Vital Posts
by Richelle Thompson on January 17, 2011
Traffic started about a mile from the entrance of the church.
Police and volunteers guided vehicles through the parking lot maze. At every door, greeters with genuine smiles welcomed us. They held eye contact and sometimes put a reassuring hand to a shoulder: "We're so glad you're here today."
An usher who had grown up with me in a traditional United Methodist church handed me a bulletin.
"So you go to church here?" I asked.
"Yeah, it's home."
Yesterday was the first Sunday of a new church plant in Louisville, KY. This non-denominational church attracts 17,000 people each weekend. They launched a campus in Southern Indiana and this one in my suburban hometown. They expected 1,400 or so -- about 600 of which were people from the main church committed to "seeding" this new location.

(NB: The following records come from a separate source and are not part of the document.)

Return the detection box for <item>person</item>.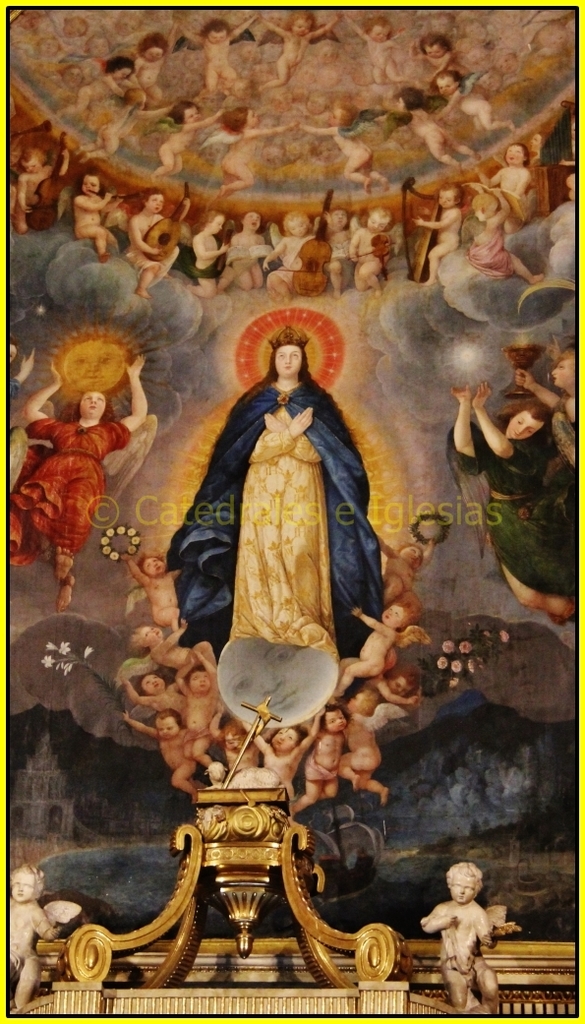
{"left": 76, "top": 87, "right": 177, "bottom": 164}.
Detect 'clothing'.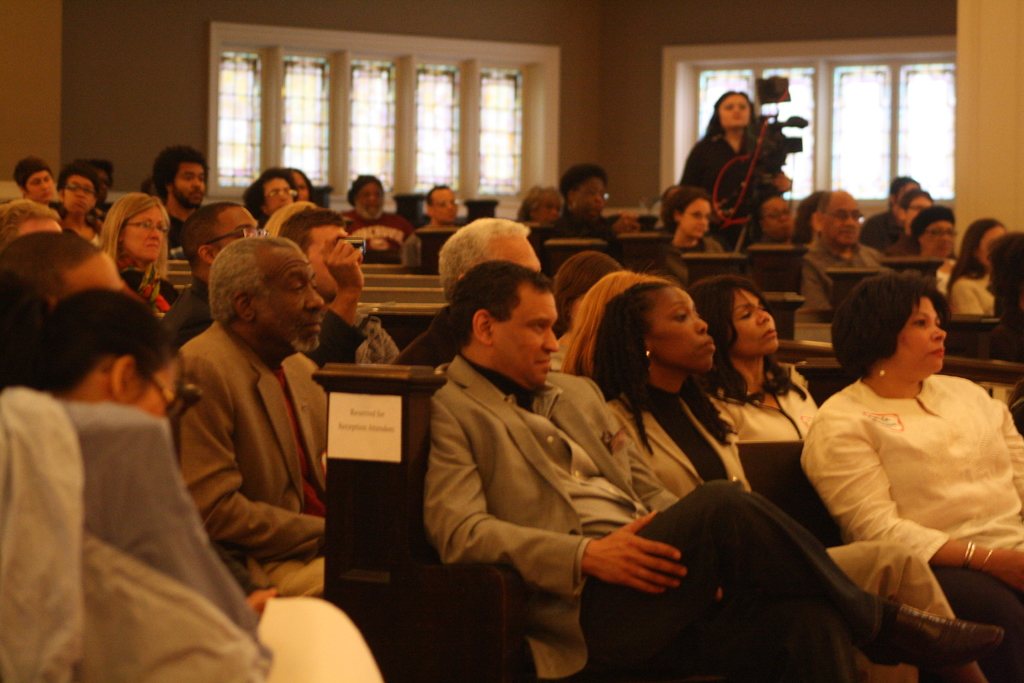
Detected at (304, 293, 399, 369).
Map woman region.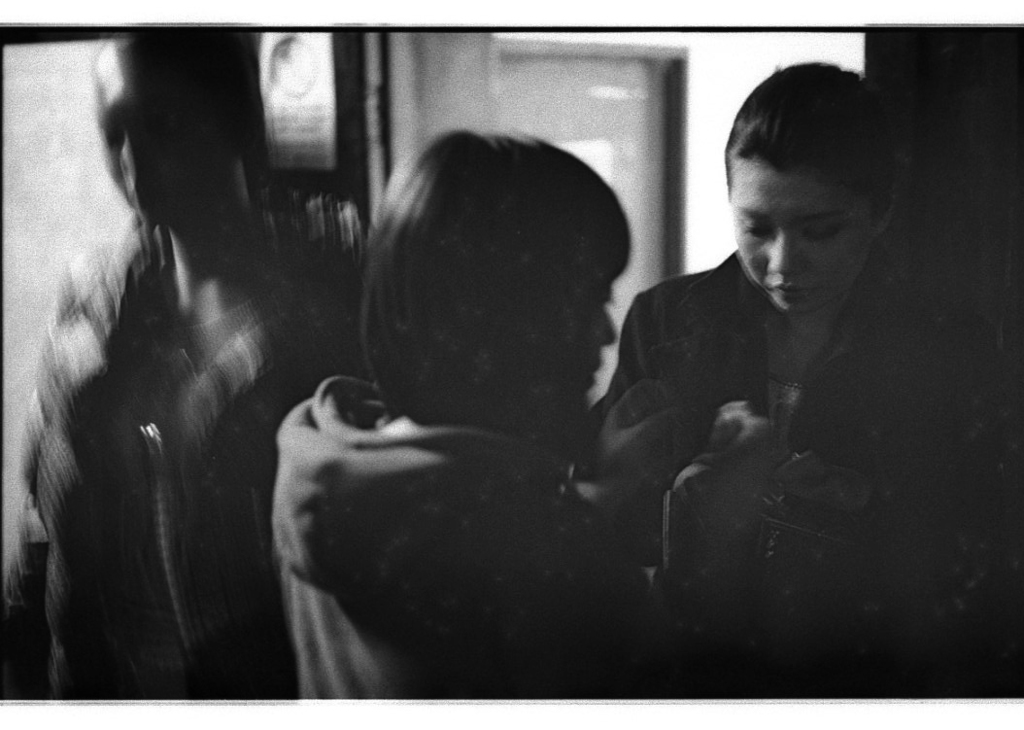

Instead, 2,700 people came for the first official services. More than 300 people stood in overflow spaces for the 75 minutes of worship.
I've been a part of an Episcopal church start. We hold our first service in a school cafeteria or a town hall and pray for 40. This group spent $5 million converting the grocery store where I had my first job -- that's a lot of money until you consider that their weekly donations for the churches average half a million. The church-plant team worked for a year, planning, praying, marketing and designing.
I've often dismissed non-denominational churches as faith-lite -- a place where people go for Christian rock and self-help inspiration. But I tagged along with my mom anyway, only to have the preacher quickly upend my assumptions. He challenged the congregation. If you're an inspiration junkie, turn on Oprah's new TV channel, he said. If you're only here for self-help tips, check the listings for Dr. Oz.
Even though the congregation sat theater-style, with comfy chairs and high-tech screens, he cautioned that this was not a performance hall -- and people were not the audience -- God was.
To a congregation of all ages but mostly middle and upper-middle class, the preacher warned against experiencing church as a consumer instead of as a servant.
There were things I desperately missed from my Episcopal Church: I yearned for the sacramental-ness of communion. I missed how singing the Psalms makes me feel like I'm touching a bit of heaven. There was no confession -- or opportunity to collectively ask for God's grace in the things I've done and left undone.
But it was an opportunity for me to realize how much we can learn from our brothers and sisters in these mega-churches, just as we have things to offer them, if only we open our hearts and churches to the movement of the Spirit.
And who knows, maybe then there will be a day when there's a traffic jam to get to my Episcopal church.
My question to you: What parts of the mega-church experience translate to the ethos of the Episcopal Church? What doesn't?